You don't need encryption. You need access control.
Best practice? Yes. Cheap? No:
Don't use a single web server user account to log in to the db. This allows privilege escalation and data theft via SQL Injection. Use a unique connection per user. This kills connection pooling and allows maybe 500 simultaneous users max per db box.
Use a database that supports Row Level Security and Column Level Security. Right now, this is just Oracle. PG9.5 will have it. You can mimic it in 9.4
Put the db in its own network zone. Only the web server can connect.
Use a DAM (database activity monitor) to look for bad queries in and too much data out
A guide: https://securosis.com/assets/library/reports/Securosis_Understanding_DBEncryption.V_.1_.pdf

H2 database: how to protect with encryption, without exposing file encryption key

We are using Java + H2 Database in server mode, because we do not want users from accessing database file.
To add more protection to database file, we plan to use AES encryption (add CIPHER=AES to database URL) in case the storage is stolen.
However, each user will also need to supply file protection password when connecting ([file password][space][user password]).
Although users do not have access to database file, knowing the encryption key (file protection password) will make the encryption quite useless.

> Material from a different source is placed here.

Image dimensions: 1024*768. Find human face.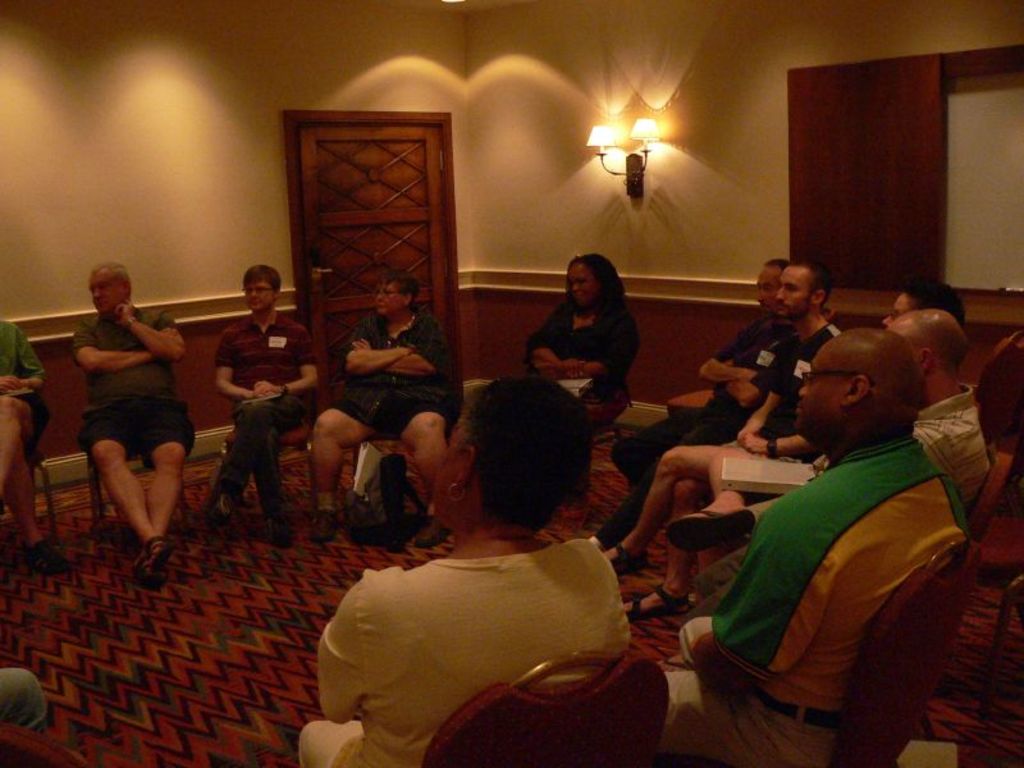
754:268:780:315.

Any idea to keep the database file secure (encrypted) without exposing file encryption key to users?
Thank you.
There is currently no way to do that within H2.
One solution is to use file system encryption that is independent of H2.

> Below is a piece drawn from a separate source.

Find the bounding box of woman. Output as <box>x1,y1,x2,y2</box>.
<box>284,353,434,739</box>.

But please note at some point you would have to provide the (database file or file system) password. This could be when starting the server (prompting for the password to be entered manually). Unfortunately, because somebody would have to enter the password, you couldn't fully automate starting the server.
One clever approach I've heard of is to write a simple webservice that blocks all sites but your webapp's server. Use SSL with certificate-based authentication.
This webservice provides the encryption key.
It sounds really stupid since it seems to provide the key without authentication but the certificate-based authentication covers that. It provides encryption of the key during transit (and if you're really paranoid you could use a shared key to wrap the database key). It can only be called from the webapp's server and it's a lot harder to trigger a webservice call than to do SQL injection or even looking at the filesystem.
If your risk model allows it you could even run this webservice on the same box as your webapp.
A second approach, if you have the necessary permissions, is to create a virtual disk. Put the key on the virtual disk.
During startup you mount the virtual disk, read the encryption key, then unmount the virtual disk. In some designs you could drop the operating system permissions that allow you to mount the virtual disk - it would then be literally impossible for an attacker to read the key via your webapp.
This comes from a much older strategy that read sensitive information from a CD-ROM (or even floppy disk). The app would read the key and then eject the media. It works but requires manual intervention to reload the media before the next restart. It also doesn't work in modern environments where servers don't have CD-ROMs, much less floppy drives.